C.W. Mining Co. v. Aquila, Inc. (In re C.W. Mining Co.)

Citation:
10th Cir. No. 10-4023 & 10-4033 (February 14, 2011)
Tag(s):
Ruling:
As a threshold issue, a party must have standing to appeal. The 10th Circuit has adopted the standard that appellate review of a bankruptcy court order is limited to "persons aggrieved" by that order. A debtor company is generally going to have the standing to bring an appeal of a bankruptcy court's order for involuntary bankruptcy relief. However, the debtor's managers and directors are divested of the authority to exercise the debtor's right of appeal once a Chapter 7 trustee has been appointed without challenge. According to the Bankruptcy Code (Section 323) and Supreme Court jurisprudence (CFTC v. Weintraub, 471 U.S. 343 (1985)), the trustee, once appointed, becomes the sole agent of the liquidating business and is the "only" one who "may appeal an order from a bankruptcy court". As such, the 10th Circuit reversed and remanded the Bankruptcy Appellate Panel with instructions to dismiss, stating that the managers who filed the appeal no longer had standing to appeal on behalf of the debtor corporation since a trustee was in place.
Procedural context:
Appeal from 10th Circuit Bankruptcy Appellate Panel's affirmation of bankruptcy court's grant of summary judgment, which held that creditors who filed an involuntary petition were "qualifying creditors" under Section 303.
Facts:
C.W. was a coal mining company in Utah. In January 2008, three creditors filed an involuntary Chapter 11 petition against C.W. Two of the creditors, including Aquila, filed a motion for partial summary judgment in July 2008, seeking a ruling that they were qualifying petitioning creditors. C.W. opposed the motion. In September, the bankruptcy court granted the creditors qualifying status and shortly thereafter ordered involuntary Chapter 11 relief. C.W. filed a motion to reconsider the summary judgment ruling. Before the court ruled on that motion, Aquila moved to convert the case to Chapter 7. In November 2008, the bankruptcy court granted the motion to convert, appointed a Chapter 7 interim trustee, and denied the motion to reconsider. C.W.'s former counsel, purporting to act on behalf of the corporation appealed to the BAP, which confirmed the summary judgment order, and then to the 10th Circuit Court of Appeals. The 10th Circuit Court of Appeals did not reach the merits of the summary judgment order, for it ruled that former managers had no standing to bring this appeal in the first place, once a Chapter 7 trustee was appointed.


Copy out the full set of records. Keep every word the same.
*** Given records Section Begins ***
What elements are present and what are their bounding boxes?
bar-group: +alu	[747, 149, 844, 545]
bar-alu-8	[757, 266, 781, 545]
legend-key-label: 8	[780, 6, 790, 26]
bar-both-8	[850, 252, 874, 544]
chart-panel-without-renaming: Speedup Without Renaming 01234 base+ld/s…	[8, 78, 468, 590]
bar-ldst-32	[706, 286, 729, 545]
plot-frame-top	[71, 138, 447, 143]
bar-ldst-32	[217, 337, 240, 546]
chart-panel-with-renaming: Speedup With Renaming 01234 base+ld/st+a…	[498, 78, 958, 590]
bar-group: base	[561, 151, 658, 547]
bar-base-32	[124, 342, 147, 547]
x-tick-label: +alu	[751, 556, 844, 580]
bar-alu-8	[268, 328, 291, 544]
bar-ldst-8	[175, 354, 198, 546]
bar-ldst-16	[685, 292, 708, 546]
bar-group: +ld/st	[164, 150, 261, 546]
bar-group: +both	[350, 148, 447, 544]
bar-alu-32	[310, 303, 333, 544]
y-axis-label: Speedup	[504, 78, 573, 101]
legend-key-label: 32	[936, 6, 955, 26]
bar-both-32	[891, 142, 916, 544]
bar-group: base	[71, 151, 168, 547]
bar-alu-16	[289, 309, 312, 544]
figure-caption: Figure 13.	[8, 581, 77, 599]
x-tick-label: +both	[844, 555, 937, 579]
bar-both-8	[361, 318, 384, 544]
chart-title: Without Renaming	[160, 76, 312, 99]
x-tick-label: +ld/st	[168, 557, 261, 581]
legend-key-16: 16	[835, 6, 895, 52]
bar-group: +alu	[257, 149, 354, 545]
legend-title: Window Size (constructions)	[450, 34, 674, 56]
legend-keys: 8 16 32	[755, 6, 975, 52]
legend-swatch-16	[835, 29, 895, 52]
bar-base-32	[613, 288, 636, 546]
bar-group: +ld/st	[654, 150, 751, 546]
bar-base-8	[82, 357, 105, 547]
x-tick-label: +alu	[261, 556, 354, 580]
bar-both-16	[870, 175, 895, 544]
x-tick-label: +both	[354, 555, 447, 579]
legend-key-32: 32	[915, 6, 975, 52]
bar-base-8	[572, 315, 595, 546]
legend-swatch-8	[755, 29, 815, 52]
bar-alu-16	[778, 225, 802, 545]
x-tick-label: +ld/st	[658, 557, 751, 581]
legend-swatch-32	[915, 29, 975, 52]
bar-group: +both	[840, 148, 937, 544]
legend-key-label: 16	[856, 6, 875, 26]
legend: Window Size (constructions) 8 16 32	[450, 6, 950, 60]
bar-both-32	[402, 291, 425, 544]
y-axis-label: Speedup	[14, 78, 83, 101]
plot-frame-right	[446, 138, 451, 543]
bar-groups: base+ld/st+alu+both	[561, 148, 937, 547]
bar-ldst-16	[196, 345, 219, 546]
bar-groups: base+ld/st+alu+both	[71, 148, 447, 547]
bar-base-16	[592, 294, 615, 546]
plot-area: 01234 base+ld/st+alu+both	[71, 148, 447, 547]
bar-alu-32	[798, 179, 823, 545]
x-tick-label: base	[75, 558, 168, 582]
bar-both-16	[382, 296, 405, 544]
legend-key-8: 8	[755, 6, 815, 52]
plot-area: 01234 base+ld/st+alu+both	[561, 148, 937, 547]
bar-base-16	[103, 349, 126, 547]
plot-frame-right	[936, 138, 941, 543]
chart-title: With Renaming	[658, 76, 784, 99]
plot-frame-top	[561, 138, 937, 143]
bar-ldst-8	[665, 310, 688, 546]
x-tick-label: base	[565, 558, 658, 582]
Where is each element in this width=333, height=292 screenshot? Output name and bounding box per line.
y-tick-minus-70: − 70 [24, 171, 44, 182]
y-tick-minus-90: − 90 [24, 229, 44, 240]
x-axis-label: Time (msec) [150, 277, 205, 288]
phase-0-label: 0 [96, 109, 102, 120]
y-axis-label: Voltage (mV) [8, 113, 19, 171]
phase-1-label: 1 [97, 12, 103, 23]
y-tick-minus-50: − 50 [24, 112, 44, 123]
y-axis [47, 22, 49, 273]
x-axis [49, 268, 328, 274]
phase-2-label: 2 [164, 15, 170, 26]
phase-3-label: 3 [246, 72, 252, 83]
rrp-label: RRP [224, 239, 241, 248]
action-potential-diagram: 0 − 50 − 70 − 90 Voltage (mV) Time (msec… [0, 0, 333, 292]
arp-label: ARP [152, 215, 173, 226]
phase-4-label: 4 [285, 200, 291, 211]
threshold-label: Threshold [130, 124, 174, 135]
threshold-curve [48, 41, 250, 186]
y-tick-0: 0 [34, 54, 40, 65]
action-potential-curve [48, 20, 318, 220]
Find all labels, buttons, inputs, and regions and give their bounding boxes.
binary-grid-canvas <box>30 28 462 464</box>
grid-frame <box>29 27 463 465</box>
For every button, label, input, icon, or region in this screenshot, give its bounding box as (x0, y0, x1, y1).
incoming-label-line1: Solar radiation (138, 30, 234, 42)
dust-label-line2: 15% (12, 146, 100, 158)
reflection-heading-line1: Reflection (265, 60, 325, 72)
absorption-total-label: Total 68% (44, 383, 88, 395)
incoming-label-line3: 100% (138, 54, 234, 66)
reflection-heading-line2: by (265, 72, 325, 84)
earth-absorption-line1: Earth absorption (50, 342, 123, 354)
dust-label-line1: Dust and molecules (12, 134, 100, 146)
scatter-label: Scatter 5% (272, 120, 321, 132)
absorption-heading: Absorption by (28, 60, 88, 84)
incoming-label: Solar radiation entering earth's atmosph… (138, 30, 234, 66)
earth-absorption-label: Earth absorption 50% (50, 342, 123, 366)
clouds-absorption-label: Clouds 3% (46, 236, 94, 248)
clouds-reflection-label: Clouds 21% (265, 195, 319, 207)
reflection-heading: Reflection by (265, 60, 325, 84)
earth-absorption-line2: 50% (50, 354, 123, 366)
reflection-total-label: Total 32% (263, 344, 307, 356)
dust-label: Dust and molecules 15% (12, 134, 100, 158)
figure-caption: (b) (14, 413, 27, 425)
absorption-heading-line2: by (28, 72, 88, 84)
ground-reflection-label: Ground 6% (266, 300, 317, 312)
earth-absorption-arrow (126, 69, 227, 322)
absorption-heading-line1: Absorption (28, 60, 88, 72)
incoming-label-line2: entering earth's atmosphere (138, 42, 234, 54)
*** Given records Section Ends ***
■ Answer to the exercise
What elements are present and what are their bounding boxes?
bar-group: +alu	[747, 149, 844, 545]
bar-alu-8	[757, 266, 781, 545]
legend-key-label: 8	[780, 6, 790, 26]
bar-both-8	[850, 252, 874, 544]
chart-panel-without-renaming: Speedup Without Renaming 01234 base+ld/s…	[8, 78, 468, 590]
bar-ldst-32	[706, 286, 729, 545]
plot-frame-top	[71, 138, 447, 143]
bar-ldst-32	[217, 337, 240, 546]
chart-panel-with-renaming: Speedup With Renaming 01234 base+ld/st+a…	[498, 78, 958, 590]
bar-group: base	[561, 151, 658, 547]
bar-base-32	[124, 342, 147, 547]
x-tick-label: +alu	[751, 556, 844, 580]
bar-alu-8	[268, 328, 291, 544]
bar-ldst-8	[175, 354, 198, 546]
bar-ldst-16	[685, 292, 708, 546]
bar-group: +ld/st	[164, 150, 261, 546]
bar-group: +both	[350, 148, 447, 544]
bar-alu-32	[310, 303, 333, 544]
y-axis-label: Speedup	[504, 78, 573, 101]
legend-key-label: 32	[936, 6, 955, 26]
bar-both-32	[891, 142, 916, 544]
bar-group: base	[71, 151, 168, 547]
bar-alu-16	[289, 309, 312, 544]
figure-caption: Figure 13.	[8, 581, 77, 599]
x-tick-label: +both	[844, 555, 937, 579]
bar-both-8	[361, 318, 384, 544]
chart-title: Without Renaming	[160, 76, 312, 99]
x-tick-label: +ld/st	[168, 557, 261, 581]
legend-key-16: 16	[835, 6, 895, 52]
bar-group: +alu	[257, 149, 354, 545]
legend-title: Window Size (constructions)	[450, 34, 674, 56]
legend-keys: 8 16 32	[755, 6, 975, 52]
legend-swatch-16	[835, 29, 895, 52]
bar-base-32	[613, 288, 636, 546]
bar-group: +ld/st	[654, 150, 751, 546]
bar-base-8	[82, 357, 105, 547]
x-tick-label: +alu	[261, 556, 354, 580]
bar-both-16	[870, 175, 895, 544]
x-tick-label: +both	[354, 555, 447, 579]
legend-key-32: 32	[915, 6, 975, 52]
bar-base-8	[572, 315, 595, 546]
legend-swatch-8	[755, 29, 815, 52]
bar-alu-16	[778, 225, 802, 545]
x-tick-label: +ld/st	[658, 557, 751, 581]
legend-swatch-32	[915, 29, 975, 52]
bar-group: +both	[840, 148, 937, 544]
legend-key-label: 16	[856, 6, 875, 26]
legend: Window Size (constructions) 8 16 32	[450, 6, 950, 60]
bar-both-32	[402, 291, 425, 544]
y-axis-label: Speedup	[14, 78, 83, 101]
plot-frame-right	[446, 138, 451, 543]
bar-groups: base+ld/st+alu+both	[561, 148, 937, 547]
bar-ldst-16	[196, 345, 219, 546]
bar-groups: base+ld/st+alu+both	[71, 148, 447, 547]
bar-base-16	[592, 294, 615, 546]
plot-area: 01234 base+ld/st+alu+both	[71, 148, 447, 547]
bar-alu-32	[798, 179, 823, 545]
x-tick-label: base	[75, 558, 168, 582]
bar-both-16	[382, 296, 405, 544]
legend-key-8: 8	[755, 6, 815, 52]
plot-area: 01234 base+ld/st+alu+both	[561, 148, 937, 547]
bar-base-16	[103, 349, 126, 547]
plot-frame-right	[936, 138, 941, 543]
chart-title: With Renaming	[658, 76, 784, 99]
plot-frame-top	[561, 138, 937, 143]
bar-ldst-8	[665, 310, 688, 546]
x-tick-label: base	[565, 558, 658, 582]
Where is each element in this width=333, height=292 screenshot? Output name and bounding box per line.
y-tick-minus-70: − 70 [24, 171, 44, 182]
y-tick-minus-90: − 90 [24, 229, 44, 240]
x-axis-label: Time (msec) [150, 277, 205, 288]
phase-0-label: 0 [96, 109, 102, 120]
y-axis-label: Voltage (mV) [8, 113, 19, 171]
phase-1-label: 1 [97, 12, 103, 23]
y-tick-minus-50: − 50 [24, 112, 44, 123]
y-axis [47, 22, 49, 273]
x-axis [49, 268, 328, 274]
phase-2-label: 2 [164, 15, 170, 26]
phase-3-label: 3 [246, 72, 252, 83]
rrp-label: RRP [224, 239, 241, 248]
action-potential-diagram: 0 − 50 − 70 − 90 Voltage (mV) Time (msec… [0, 0, 333, 292]
arp-label: ARP [152, 215, 173, 226]
phase-4-label: 4 [285, 200, 291, 211]
threshold-label: Threshold [130, 124, 174, 135]
threshold-curve [48, 41, 250, 186]
y-tick-0: 0 [34, 54, 40, 65]
action-potential-curve [48, 20, 318, 220]
Find all labels, buttons, inputs, and regions and give their bounding boxes.
binary-grid-canvas <box>30 28 462 464</box>
grid-frame <box>29 27 463 465</box>
For every button, label, input, icon, or region in this screenshot, give its bounding box as (x0, y0, x1, y1).
incoming-label-line1: Solar radiation (138, 30, 234, 42)
dust-label-line2: 15% (12, 146, 100, 158)
reflection-heading-line1: Reflection (265, 60, 325, 72)
absorption-total-label: Total 68% (44, 383, 88, 395)
incoming-label-line3: 100% (138, 54, 234, 66)
reflection-heading-line2: by (265, 72, 325, 84)
earth-absorption-line1: Earth absorption (50, 342, 123, 354)
dust-label-line1: Dust and molecules (12, 134, 100, 146)
scatter-label: Scatter 5% (272, 120, 321, 132)
absorption-heading: Absorption by (28, 60, 88, 84)
incoming-label: Solar radiation entering earth's atmosph… (138, 30, 234, 66)
earth-absorption-label: Earth absorption 50% (50, 342, 123, 366)
clouds-absorption-label: Clouds 3% (46, 236, 94, 248)
clouds-reflection-label: Clouds 21% (265, 195, 319, 207)
reflection-heading: Reflection by (265, 60, 325, 84)
earth-absorption-line2: 50% (50, 354, 123, 366)
reflection-total-label: Total 32% (263, 344, 307, 356)
dust-label: Dust and molecules 15% (12, 134, 100, 158)
figure-caption: (b) (14, 413, 27, 425)
absorption-heading-line2: by (28, 72, 88, 84)
ground-reflection-label: Ground 6% (266, 300, 317, 312)
earth-absorption-arrow (126, 69, 227, 322)
absorption-heading-line1: Absorption (28, 60, 88, 72)
incoming-label-line2: entering earth's atmosphere (138, 42, 234, 54)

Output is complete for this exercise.